Obituary - Horace Dainty MBE (1916 –2006)


The death of Horace Dainty on 4 December 2006, at the age of 90, brought to a close a remarkable era of radio engineering in South Africa. He pioneered and built the first radiograms to be made in the country in 1935; designed the first military radio sets supplied to the Union Defence Force at the outbreak of WWII; produced the first solid-state manpack radio in the world; and was the MD of a small Durban-based company that shot to international prominence when it joined forces with Racal (UK) and led the world in the development of certain types of military communications equipment.

Horace was orphaned at the age of 13 and had to leave school just to survive. But guts, grit and determination were very much part of the Dainty make-up, as was a positive outlook and a remarkable way of getting on with people. Radio, or wireless as it was in those days, was his hobby and it soon became his career. He survived the Great Depression with much initiative and not a little luck.
By the age of 18 he was running a business in Johannesburg and turning out Viking radiograms of his own design. Four years later, at the outbreak of war he informed the authorities in a telegram to Pretoria that he could “make transmitters”. That skill catapulted his little company into the local limelight and soon the South African Air Force as well as the army were using equipment designed in Durban by Horace Dainty. In 1943 he too was in uniform as a T & M officer in the 17th Armoured Brigade Signal Squadron of the 6th South African Division. By the war’s end he’d been awarded the MBE for his services in North Africa and Italy which, clearly, must have been out of the ordinary.

By the early 1950s his company, now known as SMD Manufacturing, was the largest manufacturer of domestic radio receivers in the country. It had also made the first six production models of the famous Wadley receiver that became the RA17 when Racal in England developed it for the Royal Navy. |

It was soon recognised as the finest communications receiver in the world. Then, under Dainty’s leadership, SMD developed the world’s first SSB manpack, the RT14 that became the TR28, which went into service with the Portuguese and Rhodesian armies and revolutionised portable high frequency communications.
Again Racal (UK) saw its potential and turned the SMD design into a highly successful product that sold in thousands around the world. Soon Racal and SMD teamed up and the Durban company moved to Pretoria.

By 1965, the organisation had grown considerably and Racal SMD became Racal South Africa or RESA with Horace Dainty as MD. He became its chairman in 1972 and finally retired in 1976 by which time RESA had built up a formidable reputation for its inventiveness in the field of military high frequency radio communications.

Horace Dainty returned to Natal in the late 1970s and became a most successful sheep farmer but all the while his interest in radio was maintained through being an avid amateur radio operator, especially on VHF. 
He was undoubtedly the man who brought radio engineering to South Africa and thereby ushered in the era of electronics. He will be mourned by all who knew him.

Thanks to Brian Austin for providing this obituary.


> _EXERCISE DIRECTIONS_: When you repeat the records, keep every word exact and drop each picture.

Referring expression grounding data
──────

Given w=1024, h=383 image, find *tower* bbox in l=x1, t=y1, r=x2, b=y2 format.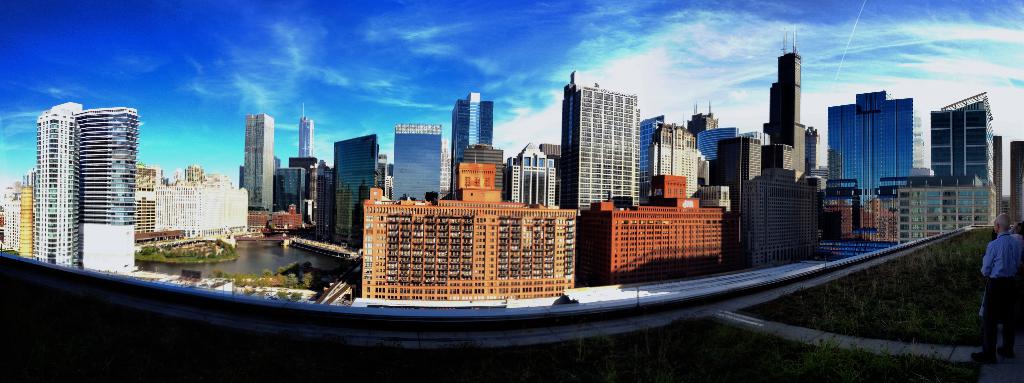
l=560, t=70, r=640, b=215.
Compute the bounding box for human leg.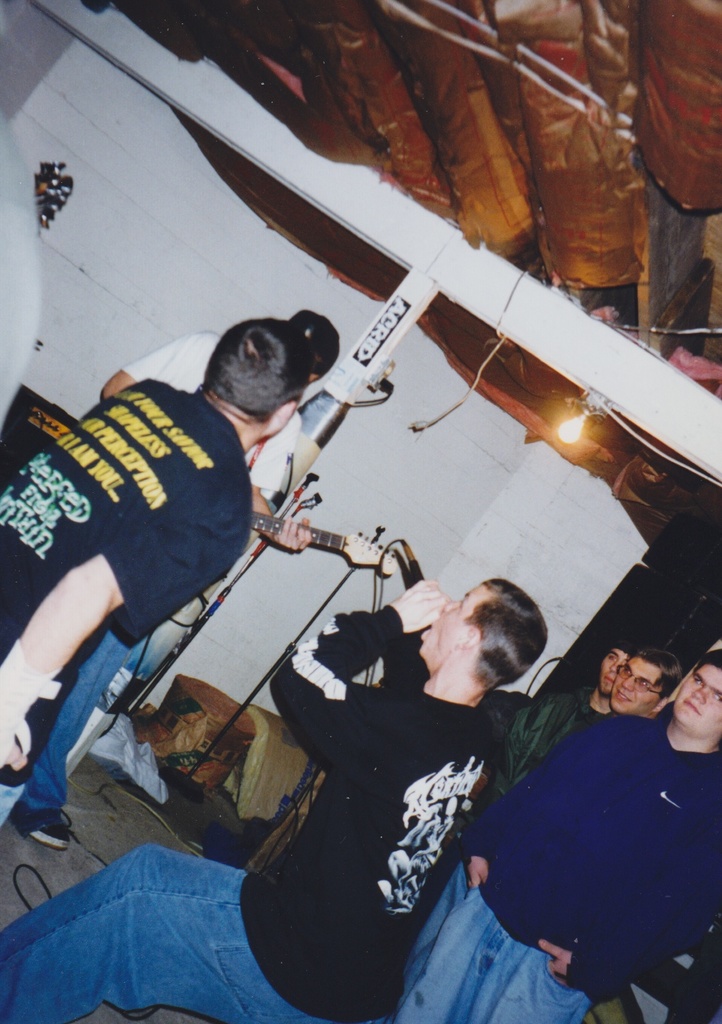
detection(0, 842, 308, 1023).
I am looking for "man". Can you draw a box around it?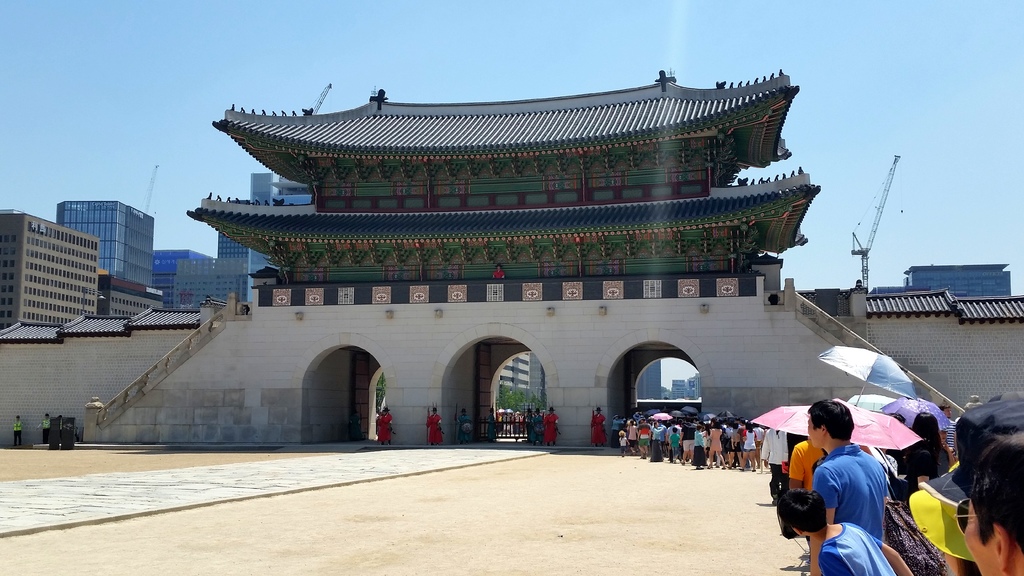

──────

> _COMPLETED EXERCISE_:
Given w=1024, h=383 image, find *tower* bbox in l=x1, t=y1, r=x2, b=y2 format.
l=560, t=70, r=640, b=215.
Compute the bounding box for human leg.
detection(0, 842, 308, 1023).
I am looking for "man". Can you draw a box around it?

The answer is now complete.